» WHAT NEEDS TO BE DONE: From the first line onward, reproduce the records exactly; the final line to include is the one holding "The width and".

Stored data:
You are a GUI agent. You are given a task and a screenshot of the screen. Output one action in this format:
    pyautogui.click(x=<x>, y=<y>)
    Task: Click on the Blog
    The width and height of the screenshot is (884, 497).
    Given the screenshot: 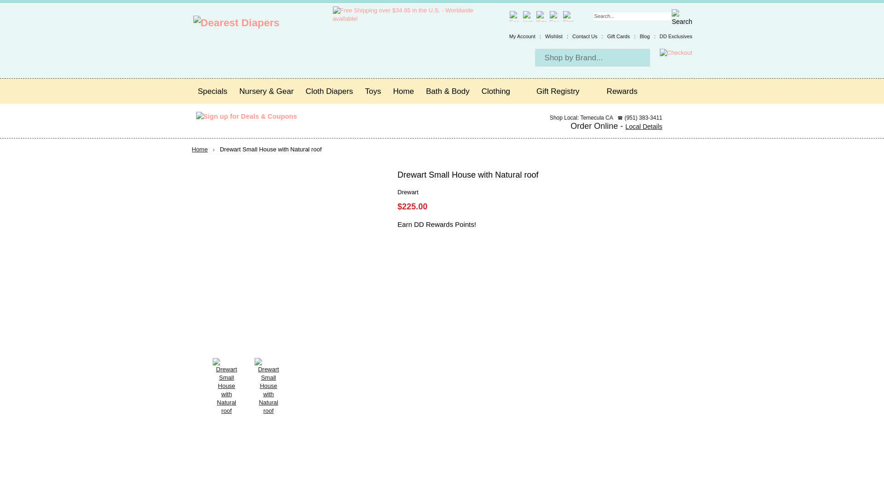 What is the action you would take?
    pyautogui.click(x=644, y=36)
    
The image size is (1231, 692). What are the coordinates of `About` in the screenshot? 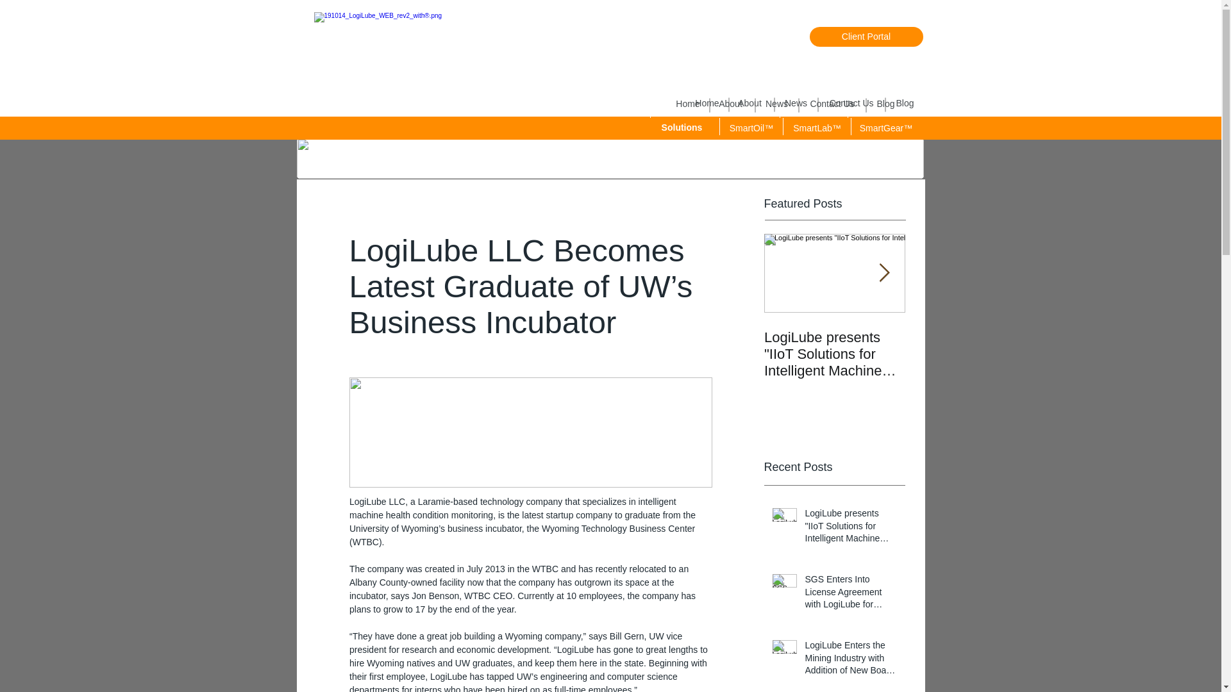 It's located at (731, 104).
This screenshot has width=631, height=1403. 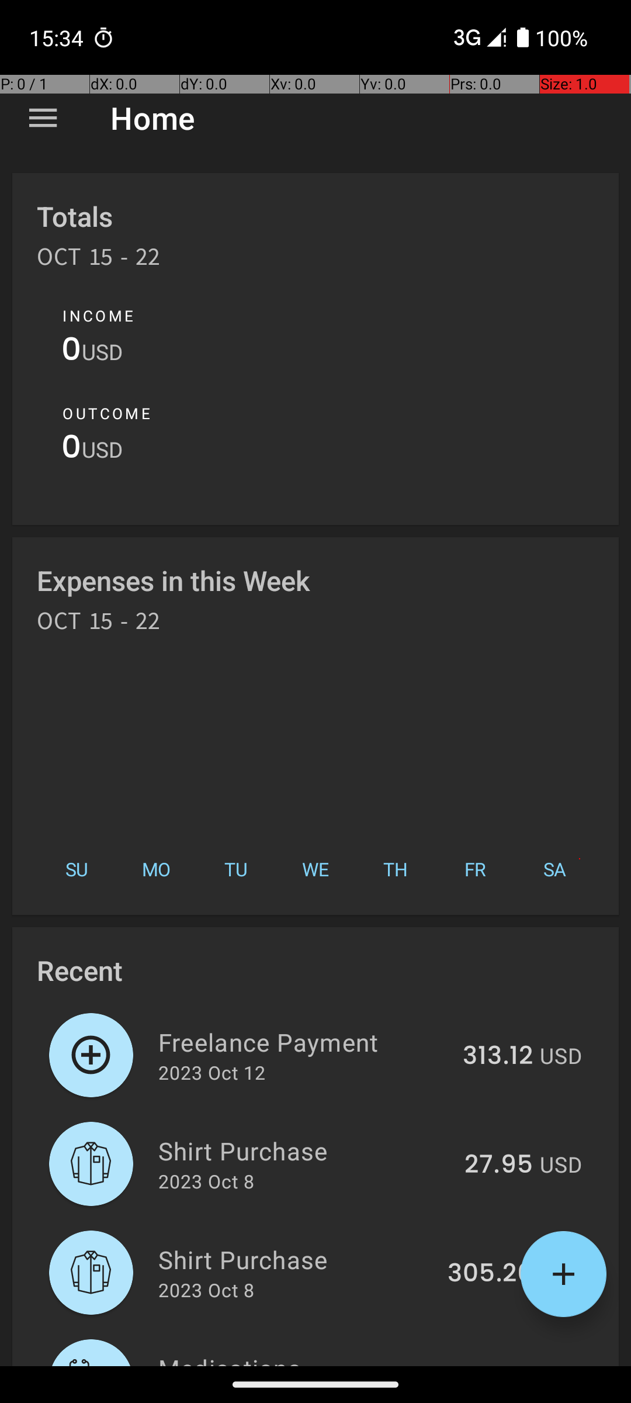 What do you see at coordinates (304, 1042) in the screenshot?
I see `Freelance Payment` at bounding box center [304, 1042].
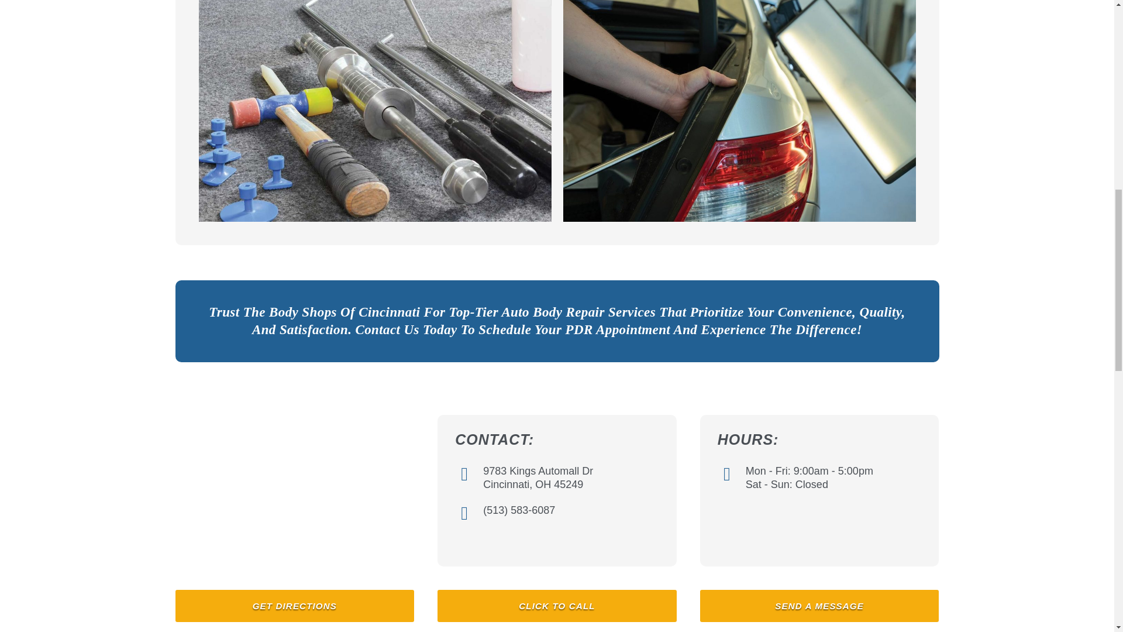 Image resolution: width=1123 pixels, height=632 pixels. What do you see at coordinates (557, 605) in the screenshot?
I see `CLICK TO CALL` at bounding box center [557, 605].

» WRITTEN ANSWER:
You are a GUI agent. You are given a task and a screenshot of the screen. Output one action in this format:
    pyautogui.click(x=<x>, y=<y>)
    Task: Click on the Blog
    The width and height of the screenshot is (884, 497).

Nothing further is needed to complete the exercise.